NYC mayor demands stores make customers remove masks when they enter because criminals are taking advantage

Residents of the Big Apple can sleep easier tonight knowing that Mayor Eric Adams (D) has tapped into his experience with the NYPD to recognize that, nearly three years after the policy was instituted, masking benefits criminals.

(Video: CBS)

The admission came this week as hizzoner worked out a plan with a bodega association to draft up signs store clerks could post at their entrances that state “No mask when entering.”

“We are putting out a clear call to all of our shops: Do not allow people to enter the store without taking off their face mask,” Adams said at a press conference. “And then once they’re inside, they can continue to wear it if they so desire to do so.”

Speaking at length during an interview with Pix11, the mayor, who has struggled to rein in rising violent crime now in his second year in office, boasted of the NYPD’s surveillance system throughout the city that would supplement a lack of cameras in certain shops as he said, “Let’s be clear, some of these characters going into stores that are wearing their mask, they’re not doing it because they’re afraid of the pandemic, they’re doing it because they’re afraid of the police. You saw what happened over the weekend when an innocent store owner was shot and killed. The person had a hazmat suit on and a mask.”

Adams was referring to an incident that occurred Friday on the Upper East Side where a man wearing a white coverall and black face mask was caught on camera holding up the Daona Gourmet Deli before fatally shooting the 67-year-old clerk.

NYPD Chief of Patrol Jeffrey Maddrey had expressed his support of the plan and said on Feb. 28, “We are asking the businesses to make this a condition of entry, that people when they come in, they show their face, they should identify themselves.”

As had been the case as state and local governments forced compliance with their draconian mandates and “recommendations” the glaringly obvious fault with the plan is expecting the small business owner to be at the frontline to enforce a rule that demands confrontation. Even more obvious is the fact that criminals will see no cause to comply with the policy.

To that end, Francisco Mata of the Bodega and Small Business Group told the New York Post he would rather see the mayor “make it illegal to wear the masks now,” and added the police should be in charge of enforcing policies like this.

“We cannot do that because two years ago, we tried to enforce people to wear the mask and people would not listen. It’s a good idea but we cannot enforce it,” Mata lamented.

Similarly, an officer with the NYPD referred to the plan as “another desperate act by a desperate administration” to the Post and said, “What store owner or worker wants to have an unnecessary confrontation with a possible criminal?”

“It is not worth it for them,” the cop added. “The mayor should be worried about the people in Albany and try getting them to change the laws.”

Even Adams admitted during the press conference that one of the biggest challenges the city faces right now is recidivism which has grown increasingly problematic as a result of soft-on-crime decisions out of the District Attorney’s office and due to bail reform.

NYPD statistics found shoplifting complaints increased by 45 percent in 2022 compared to 2021, passing 63,000 total reports.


- EXERCISE BRIEF -
Below is a block of entries; repeat all of it exactly but omit the pictures.

Data entries:

Content starts

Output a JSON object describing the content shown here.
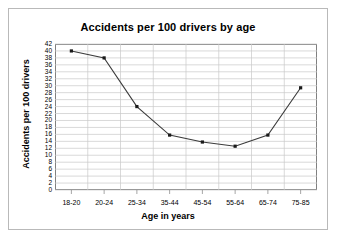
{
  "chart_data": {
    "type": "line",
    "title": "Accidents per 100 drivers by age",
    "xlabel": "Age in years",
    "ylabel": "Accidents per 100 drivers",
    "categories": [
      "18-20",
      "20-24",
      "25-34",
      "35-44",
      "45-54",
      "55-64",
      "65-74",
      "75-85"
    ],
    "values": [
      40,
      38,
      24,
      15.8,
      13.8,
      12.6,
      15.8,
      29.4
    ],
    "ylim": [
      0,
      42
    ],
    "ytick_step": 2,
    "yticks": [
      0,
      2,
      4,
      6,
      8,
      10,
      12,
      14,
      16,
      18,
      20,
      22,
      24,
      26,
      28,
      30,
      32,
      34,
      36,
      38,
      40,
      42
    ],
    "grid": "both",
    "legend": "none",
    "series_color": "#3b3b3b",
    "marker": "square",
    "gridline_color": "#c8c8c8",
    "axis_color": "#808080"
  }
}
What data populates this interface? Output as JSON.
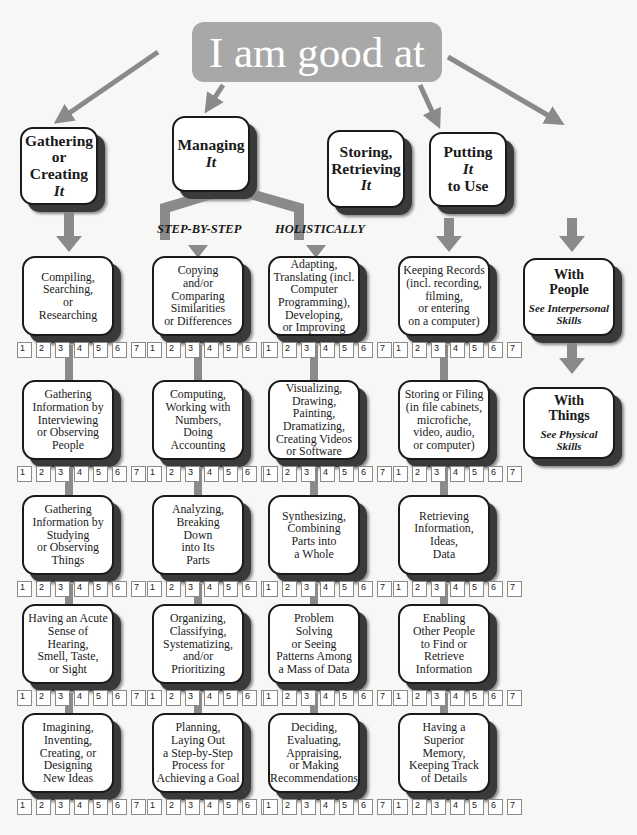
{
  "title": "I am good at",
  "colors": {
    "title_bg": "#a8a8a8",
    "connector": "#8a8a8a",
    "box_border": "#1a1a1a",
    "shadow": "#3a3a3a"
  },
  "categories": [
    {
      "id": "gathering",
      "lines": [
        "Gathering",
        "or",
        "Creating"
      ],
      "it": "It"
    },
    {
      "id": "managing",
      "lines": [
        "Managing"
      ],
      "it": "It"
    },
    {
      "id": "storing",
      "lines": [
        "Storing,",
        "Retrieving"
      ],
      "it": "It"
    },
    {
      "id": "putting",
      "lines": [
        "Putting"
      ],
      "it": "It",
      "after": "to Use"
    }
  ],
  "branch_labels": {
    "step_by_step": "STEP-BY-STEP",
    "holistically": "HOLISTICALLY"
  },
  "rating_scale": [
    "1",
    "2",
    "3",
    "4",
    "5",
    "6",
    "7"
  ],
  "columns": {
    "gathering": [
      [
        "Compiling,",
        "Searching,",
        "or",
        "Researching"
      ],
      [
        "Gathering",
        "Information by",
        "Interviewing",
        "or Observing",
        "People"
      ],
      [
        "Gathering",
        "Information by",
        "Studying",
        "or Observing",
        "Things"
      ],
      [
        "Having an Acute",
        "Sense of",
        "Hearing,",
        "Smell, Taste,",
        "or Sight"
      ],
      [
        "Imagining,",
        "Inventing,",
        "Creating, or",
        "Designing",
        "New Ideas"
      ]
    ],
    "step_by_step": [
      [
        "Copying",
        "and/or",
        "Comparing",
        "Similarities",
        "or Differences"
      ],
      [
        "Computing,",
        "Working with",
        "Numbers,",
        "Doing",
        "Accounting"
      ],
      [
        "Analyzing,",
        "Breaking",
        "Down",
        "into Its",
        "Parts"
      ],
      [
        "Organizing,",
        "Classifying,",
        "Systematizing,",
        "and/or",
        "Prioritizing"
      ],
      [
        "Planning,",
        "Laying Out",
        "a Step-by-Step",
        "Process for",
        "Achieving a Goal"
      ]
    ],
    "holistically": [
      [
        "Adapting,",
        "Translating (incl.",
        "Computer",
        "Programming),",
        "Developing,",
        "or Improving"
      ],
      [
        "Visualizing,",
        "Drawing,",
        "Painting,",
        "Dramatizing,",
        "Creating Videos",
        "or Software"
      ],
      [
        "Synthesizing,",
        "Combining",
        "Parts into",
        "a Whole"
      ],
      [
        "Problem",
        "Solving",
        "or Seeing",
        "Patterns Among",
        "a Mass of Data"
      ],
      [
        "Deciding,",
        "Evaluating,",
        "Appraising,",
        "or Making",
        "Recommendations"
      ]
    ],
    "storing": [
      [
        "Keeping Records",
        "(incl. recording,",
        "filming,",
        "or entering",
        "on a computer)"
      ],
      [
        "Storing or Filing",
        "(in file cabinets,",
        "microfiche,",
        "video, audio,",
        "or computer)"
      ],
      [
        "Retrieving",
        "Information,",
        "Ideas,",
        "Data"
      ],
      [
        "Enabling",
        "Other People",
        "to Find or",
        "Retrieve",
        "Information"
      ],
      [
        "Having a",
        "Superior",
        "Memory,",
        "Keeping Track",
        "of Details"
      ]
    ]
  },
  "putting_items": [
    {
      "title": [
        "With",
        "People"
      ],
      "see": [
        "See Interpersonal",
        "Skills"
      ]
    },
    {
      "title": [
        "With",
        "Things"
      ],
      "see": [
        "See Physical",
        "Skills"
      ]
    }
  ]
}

Content ends

- TASK ANSWER -
Output a JSON object describing the content shown here.
{
  "chart_data": {
    "type": "line",
    "title": "Accidents per 100 drivers by age",
    "xlabel": "Age in years",
    "ylabel": "Accidents per 100 drivers",
    "categories": [
      "18-20",
      "20-24",
      "25-34",
      "35-44",
      "45-54",
      "55-64",
      "65-74",
      "75-85"
    ],
    "values": [
      40,
      38,
      24,
      15.8,
      13.8,
      12.6,
      15.8,
      29.4
    ],
    "ylim": [
      0,
      42
    ],
    "ytick_step": 2,
    "yticks": [
      0,
      2,
      4,
      6,
      8,
      10,
      12,
      14,
      16,
      18,
      20,
      22,
      24,
      26,
      28,
      30,
      32,
      34,
      36,
      38,
      40,
      42
    ],
    "grid": "both",
    "legend": "none",
    "series_color": "#3b3b3b",
    "marker": "square",
    "gridline_color": "#c8c8c8",
    "axis_color": "#808080"
  }
}
What data populates this interface? Output as JSON.
{
  "title": "I am good at",
  "colors": {
    "title_bg": "#a8a8a8",
    "connector": "#8a8a8a",
    "box_border": "#1a1a1a",
    "shadow": "#3a3a3a"
  },
  "categories": [
    {
      "id": "gathering",
      "lines": [
        "Gathering",
        "or",
        "Creating"
      ],
      "it": "It"
    },
    {
      "id": "managing",
      "lines": [
        "Managing"
      ],
      "it": "It"
    },
    {
      "id": "storing",
      "lines": [
        "Storing,",
        "Retrieving"
      ],
      "it": "It"
    },
    {
      "id": "putting",
      "lines": [
        "Putting"
      ],
      "it": "It",
      "after": "to Use"
    }
  ],
  "branch_labels": {
    "step_by_step": "STEP-BY-STEP",
    "holistically": "HOLISTICALLY"
  },
  "rating_scale": [
    "1",
    "2",
    "3",
    "4",
    "5",
    "6",
    "7"
  ],
  "columns": {
    "gathering": [
      [
        "Compiling,",
        "Searching,",
        "or",
        "Researching"
      ],
      [
        "Gathering",
        "Information by",
        "Interviewing",
        "or Observing",
        "People"
      ],
      [
        "Gathering",
        "Information by",
        "Studying",
        "or Observing",
        "Things"
      ],
      [
        "Having an Acute",
        "Sense of",
        "Hearing,",
        "Smell, Taste,",
        "or Sight"
      ],
      [
        "Imagining,",
        "Inventing,",
        "Creating, or",
        "Designing",
        "New Ideas"
      ]
    ],
    "step_by_step": [
      [
        "Copying",
        "and/or",
        "Comparing",
        "Similarities",
        "or Differences"
      ],
      [
        "Computing,",
        "Working with",
        "Numbers,",
        "Doing",
        "Accounting"
      ],
      [
        "Analyzing,",
        "Breaking",
        "Down",
        "into Its",
        "Parts"
      ],
      [
        "Organizing,",
        "Classifying,",
        "Systematizing,",
        "and/or",
        "Prioritizing"
      ],
      [
        "Planning,",
        "Laying Out",
        "a Step-by-Step",
        "Process for",
        "Achieving a Goal"
      ]
    ],
    "holistically": [
      [
        "Adapting,",
        "Translating (incl.",
        "Computer",
        "Programming),",
        "Developing,",
        "or Improving"
      ],
      [
        "Visualizing,",
        "Drawing,",
        "Painting,",
        "Dramatizing,",
        "Creating Videos",
        "or Software"
      ],
      [
        "Synthesizing,",
        "Combining",
        "Parts into",
        "a Whole"
      ],
      [
        "Problem",
        "Solving",
        "or Seeing",
        "Patterns Among",
        "a Mass of Data"
      ],
      [
        "Deciding,",
        "Evaluating,",
        "Appraising,",
        "or Making",
        "Recommendations"
      ]
    ],
    "storing": [
      [
        "Keeping Records",
        "(incl. recording,",
        "filming,",
        "or entering",
        "on a computer)"
      ],
      [
        "Storing or Filing",
        "(in file cabinets,",
        "microfiche,",
        "video, audio,",
        "or computer)"
      ],
      [
        "Retrieving",
        "Information,",
        "Ideas,",
        "Data"
      ],
      [
        "Enabling",
        "Other People",
        "to Find or",
        "Retrieve",
        "Information"
      ],
      [
        "Having a",
        "Superior",
        "Memory,",
        "Keeping Track",
        "of Details"
      ]
    ]
  },
  "putting_items": [
    {
      "title": [
        "With",
        "People"
      ],
      "see": [
        "See Interpersonal",
        "Skills"
      ]
    },
    {
      "title": [
        "With",
        "Things"
      ],
      "see": [
        "See Physical",
        "Skills"
      ]
    }
  ]
}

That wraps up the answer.